Dell Computer Corp. last week announced the installation of the second-largest server cluster sold to date under a high-performance computing initiative it launched in February. And Dell executives said users will eventually be able to order such systems via the company's Web site.
The Linux-based cluster bought for the State University of New York's Buffalo campus includes about 2,000 of Dell's PowerEdge servers, with a combined total of more than 4,000 Intel processors.
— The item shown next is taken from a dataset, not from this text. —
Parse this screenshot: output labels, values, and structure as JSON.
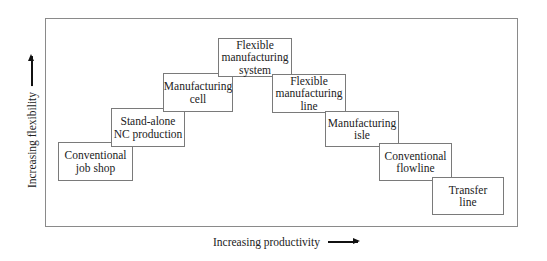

The system, valued at $13 million to $14 million, is supported by a storage-area network with more than 16TB of disk storage.
The clustered supercomputer can process up to 5.7 trillion floating-point operations per second and was designed for use in bioinformatics research at the Buffalo campus, including an analysis of what the proteins in different parts of the human genome do.
Thus far, the system installed at the school—known officially as the University at Buffalo—is surpassed only by a cluster that Dell sold to Paris-based Compagnie Generale de Geophysique for analyzing seismic data as part of oil exploration activities . That cluster was recently updated to include 4,096 processors, Dell said.
A Stretch for Dell?
Such high-performance clusters are seemingly far removed from the desktops, laptops and low-end servers for which Dell is best known. But Reza Rooholamini, Dell's director of operating systems and clusters, said the day will come when the server clusters can be ordered via the Web.
Rooholamini didn't say when that is likely to happen and conceded that a cluster "is more complex from an ordering standpoint than a notebook PC." But, he said, "it basically uses the same piece parts as our servers. We are just taking these parts and building blocks and connecting them into a supercomputer."
Michael Dell, the company's chairman and CEO, made a similar point during an interview last month . He said he doesn't view the clusters as being much different from other products. "All technology over time commoditizes at its simplest level," Dell said.
Mark Melenovsky, an analyst at Framingham, Mass.-based IDC, called the sale of large-scale cluster computers "the only bright spot in the server market" this year. IDC reported two weeks ago that total worldwide server sales fell by 17% year to year in the second quarter. But Melenovsky said he has seen a boom in the sale of large clusters with hundreds or thousands of nodes.
Nonetheless, he added that it's "a bit of a stretch" for Dell to believe it can take its build-to-order model to the supercomputer level. Melenovsky instead predicted the growth of a boutique services industry to help users handle the complex ordering and installation of large clusters.
A spokeswoman for Dell wouldn't specify how many large clusters the company has sold this year. But she said Dell has installed "hundreds of clusters" altogether, including at least 16 systems that each have more than 100 server nodes.
Jeffrey Skolnick, director of the Buffalo Center of Excellence in Bioinformatics at the university, said his team of researchers will use the cluster installed on the Buffalo campus to conduct research work that could eventually lead to the development of drugs for combating cancer, Alzheimer's disease and AIDS.